You might be tempted to answer by simply saying “brainstorming”, but, in fact, design thinking is much more. Let’s have a deeper look into it…
First of all, design thinking is a body of knowledge and, I would say, an attitude to developing a product. As a body of knowledge it collects ideas and methods coming from different disciplines and puts them into practice for the purpose of designing innovative products. In this sense it’s similar to the way agile puts together tools and methods used in software development in the past and makes them work synergistically to improve the way we develop software. While looking into design thinking you will definitely recognise several things you have seen in the past. It’s their systematic usage in an innovation-focused environment that will bring out the full power of these methods.
Also it’s an attitude. It’s a way of living product creation as a continuum of ideas that flow through the development, a few of them making it to the end stage and being released, though the vast majority of them being canned along the way: a waste of ideas that is needed to develop a truly innovative product.

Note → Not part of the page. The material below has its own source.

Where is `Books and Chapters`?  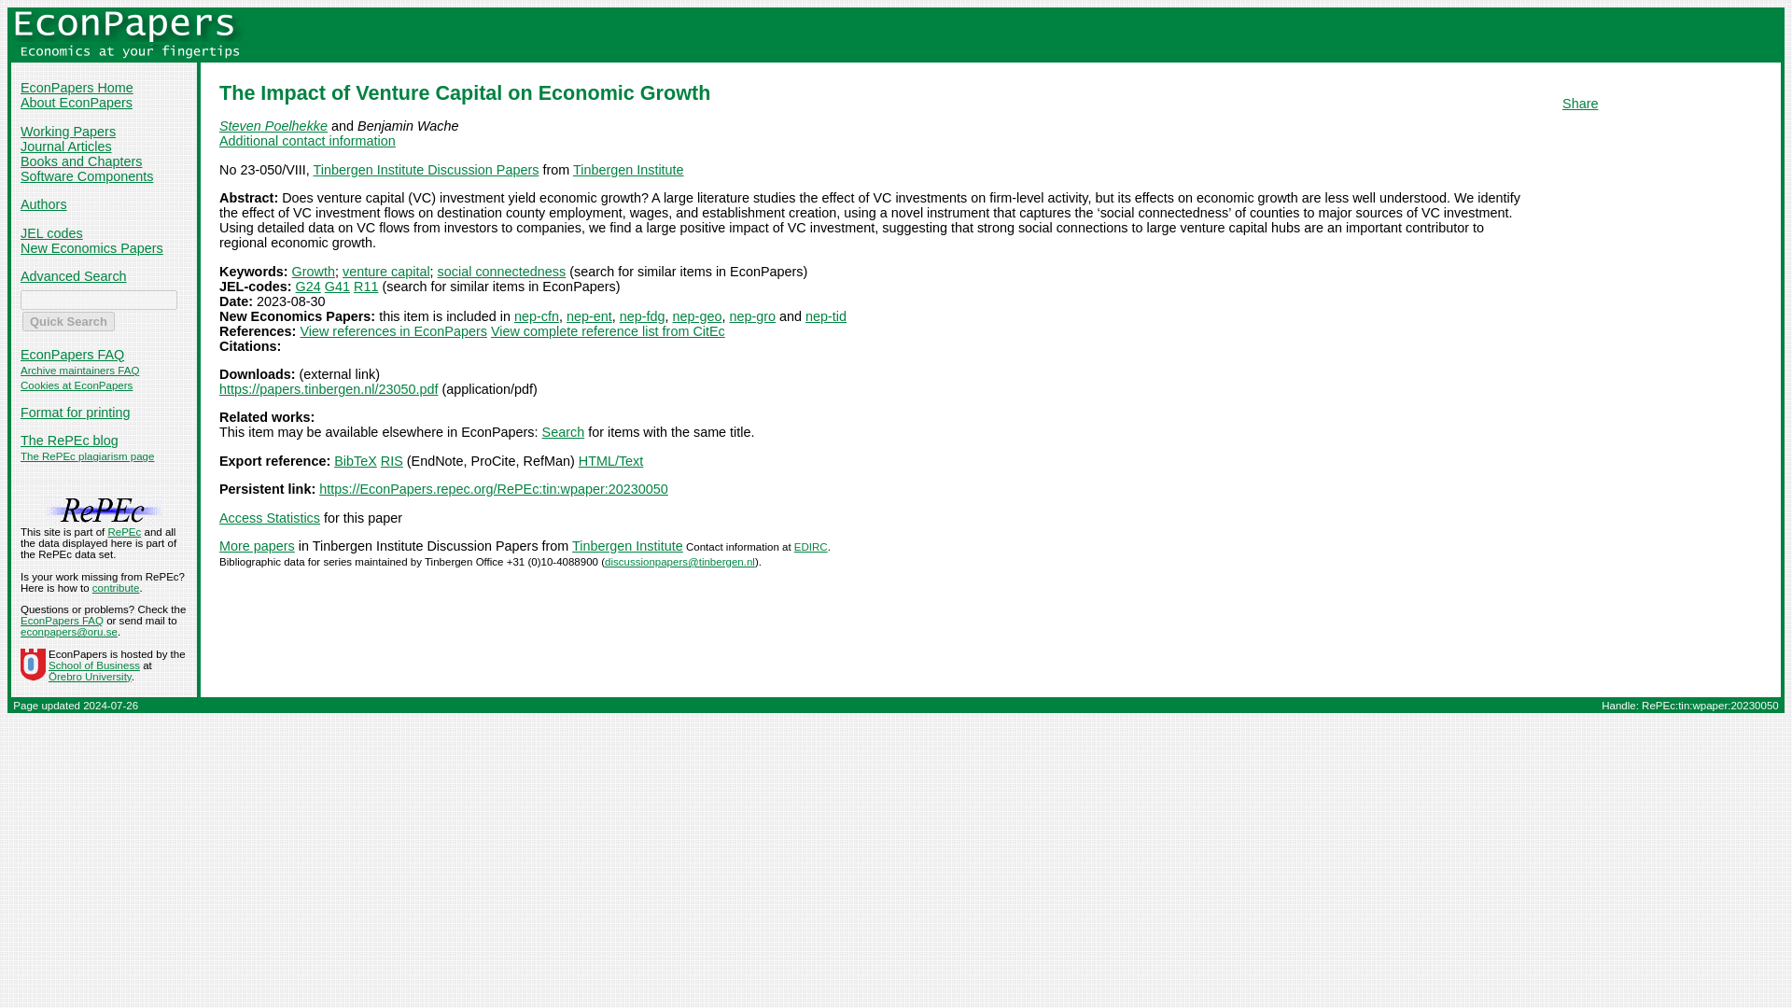
Books and Chapters is located at coordinates (80, 161).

In order to do this, the central part of design thinking is what is called “Ideate”, i.e. the generation of ideas. Traditional brainstorming will help here, though there are also other creativity techniques that might give also better results.
After having generated many ideas, the selection process starts: how do you “converge” to a few options to try out? The convergence process continues also with getting customer feedback on the first prototypes to refine the idea until it will be produced.

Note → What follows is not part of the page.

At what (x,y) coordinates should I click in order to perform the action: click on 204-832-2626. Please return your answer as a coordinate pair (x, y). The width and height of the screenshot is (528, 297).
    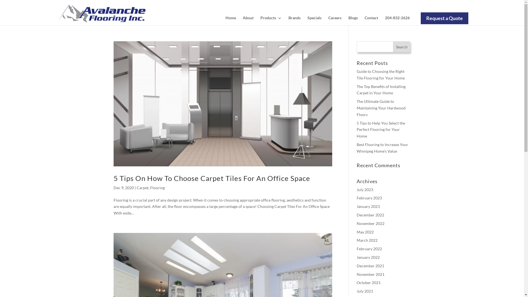
    Looking at the image, I should click on (397, 19).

The major difference here is that the whole organisation is involved! In many companies I’ve seen, the feedback process involves only the engineering department, i.e. the concept is envisioned by somebody before it can be checked whether it’s working or not. In some cases the feedback goes back to the product visionaries, but only to be adapted and not to be radically changed.
What if the feedback cycles used in agile were also applied to product creation? What if a product idea gets re-evaluated, re-discussed and goes again through a creative process, taking into account all the feedback collected through the development and test phases it went though? Will the product be better then? Sure enough it will! Will it cost time to do so? Yes, it will cost time, and it’s the price to pay to achieve a truly mind-blowing product!